Anthropic, the company behind the Claude model, is exploring custom silicon. Reports indicate it has entered discussions with Samsung to develop a chip tailored for inference and training of its large language models (LLMs). The news – surfacing about a week after OpenAI announced its own custom chip partnership with Broadcom – marks another step in the race for hardware independence in the AI industry.

NVIDIA’s GPU dominance has been nearly absolute for years. But soaring costs, strained supply chains, and the need to optimize architectures for specific workloads are pushing major players to seek alternatives. Google with its TPUs, Amazon with Trainium, Microsoft with Maia: each is investing in internally designed silicon, betting that efficiency depends on hardware control. Anthropic, now backed by billions in investment, is no exception.

A custom chip would allow the company to calibrate every aspect of the architecture – core count, memory bandwidth, compute precision – to the needs of Claude models. This means lower inference latency, higher throughput, and potentially reduced energy consumption. But perhaps the most relevant aspect for on-premise deployments is control: a proprietary accelerator can be integrated into servers that reside physically in an organization’s data center, free from cloud provider licensing or dependencies. In scenarios where data sovereignty and regulatory compliance (such as GDPR) are paramount, relying on independent hardware becomes a competitive factor.

It remains unclear whether the collaboration with Samsung will target a chip for training, inference, or both. No details have emerged about the manufacturing node, architecture, or timelines. However, the choice of a partner like Samsung – which has proven experience in AI chip production and an advanced foundry – indicates a different path from OpenAI, which with Broadcom focuses on a specialized neural network design without directly entering manufacturing.

For enterprises evaluating local stacks, this fragmentation of the hardware market presents both opportunity and complexity. On one hand, chips optimized for specific models could make on-premise deployments economically viable that today require prohibitive investment. On the other, the proliferation of proprietary platforms threatens to complicate standardization and software portability. Those designing LLM infrastructure will need to navigate an increasingly diverse ecosystem where compatibility among frameworks, libraries, and accelerators is not a given.

AI-RADAR tracks these developments closely, aware that the AI game also hinges on the ability to choose the right hardware for each operational context.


• Your task: Using the data below, set down every line from the one containing "List every element" through the one containing "Find all labels, buttons, inputs, and", inclusive and unchanged. Pictures are to be skipped.

• Figure record extracts:
--

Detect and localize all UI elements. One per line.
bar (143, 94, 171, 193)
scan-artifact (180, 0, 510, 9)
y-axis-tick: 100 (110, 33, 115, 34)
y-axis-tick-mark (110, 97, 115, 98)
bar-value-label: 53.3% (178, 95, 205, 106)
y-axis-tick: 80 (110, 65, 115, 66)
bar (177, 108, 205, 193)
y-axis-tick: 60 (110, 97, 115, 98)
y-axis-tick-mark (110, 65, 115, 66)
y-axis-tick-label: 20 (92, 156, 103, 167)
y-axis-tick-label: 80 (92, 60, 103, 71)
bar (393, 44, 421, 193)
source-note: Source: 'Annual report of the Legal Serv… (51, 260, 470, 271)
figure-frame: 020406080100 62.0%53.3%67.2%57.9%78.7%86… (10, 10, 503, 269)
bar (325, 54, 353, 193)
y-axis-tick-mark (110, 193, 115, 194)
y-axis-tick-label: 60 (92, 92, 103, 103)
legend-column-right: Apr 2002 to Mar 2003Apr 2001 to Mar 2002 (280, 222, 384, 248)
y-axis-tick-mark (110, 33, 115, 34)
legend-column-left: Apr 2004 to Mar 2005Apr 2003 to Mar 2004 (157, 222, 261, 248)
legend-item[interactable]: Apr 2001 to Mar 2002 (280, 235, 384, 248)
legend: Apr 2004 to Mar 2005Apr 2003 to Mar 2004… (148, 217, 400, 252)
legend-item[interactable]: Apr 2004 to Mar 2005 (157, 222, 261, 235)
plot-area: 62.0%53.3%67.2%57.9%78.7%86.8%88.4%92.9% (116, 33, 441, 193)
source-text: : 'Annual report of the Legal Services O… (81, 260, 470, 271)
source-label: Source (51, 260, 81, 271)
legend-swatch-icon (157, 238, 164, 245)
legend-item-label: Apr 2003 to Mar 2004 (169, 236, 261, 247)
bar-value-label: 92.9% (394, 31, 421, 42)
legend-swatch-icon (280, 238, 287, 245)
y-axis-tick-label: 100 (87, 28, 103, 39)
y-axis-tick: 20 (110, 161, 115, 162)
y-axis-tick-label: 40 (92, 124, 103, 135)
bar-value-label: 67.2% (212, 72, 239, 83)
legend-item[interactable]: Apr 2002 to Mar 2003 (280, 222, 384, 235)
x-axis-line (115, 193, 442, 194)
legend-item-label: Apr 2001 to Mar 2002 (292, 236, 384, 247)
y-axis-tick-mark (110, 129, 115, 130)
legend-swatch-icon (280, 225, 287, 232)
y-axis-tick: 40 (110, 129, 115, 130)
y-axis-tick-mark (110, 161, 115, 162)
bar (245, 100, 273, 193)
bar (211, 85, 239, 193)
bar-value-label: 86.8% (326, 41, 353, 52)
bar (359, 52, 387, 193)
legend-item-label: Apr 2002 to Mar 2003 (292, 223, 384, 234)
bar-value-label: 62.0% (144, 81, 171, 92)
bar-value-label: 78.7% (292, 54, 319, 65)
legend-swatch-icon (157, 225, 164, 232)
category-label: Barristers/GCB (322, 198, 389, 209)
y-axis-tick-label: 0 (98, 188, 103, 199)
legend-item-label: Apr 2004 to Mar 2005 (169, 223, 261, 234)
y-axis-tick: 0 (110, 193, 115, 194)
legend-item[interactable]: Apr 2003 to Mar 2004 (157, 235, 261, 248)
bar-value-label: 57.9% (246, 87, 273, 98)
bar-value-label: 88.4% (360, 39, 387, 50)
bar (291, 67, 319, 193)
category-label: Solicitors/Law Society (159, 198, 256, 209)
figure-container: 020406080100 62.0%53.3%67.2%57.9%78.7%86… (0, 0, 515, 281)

--

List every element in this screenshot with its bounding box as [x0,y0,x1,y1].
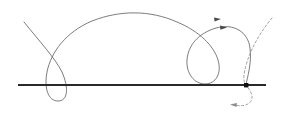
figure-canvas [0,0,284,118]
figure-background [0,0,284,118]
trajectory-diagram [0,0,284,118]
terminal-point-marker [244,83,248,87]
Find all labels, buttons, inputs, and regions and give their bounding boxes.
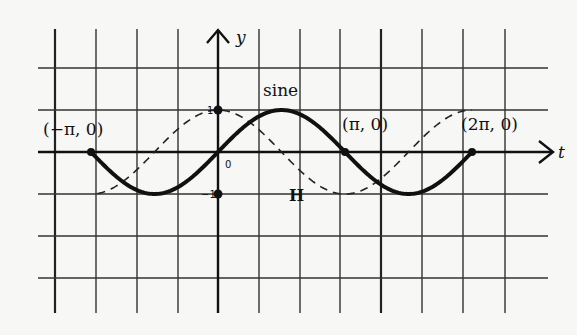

--

• Answer area:
List every element in this screenshot with its bounding box as [x0,y0,x1,y1].
figure-canvas [0,0,284,118]
figure-background [0,0,284,118]
trajectory-diagram [0,0,284,118]
terminal-point-marker [244,83,248,87]
Find all labels, buttons, inputs, and regions and give their bounding boxes.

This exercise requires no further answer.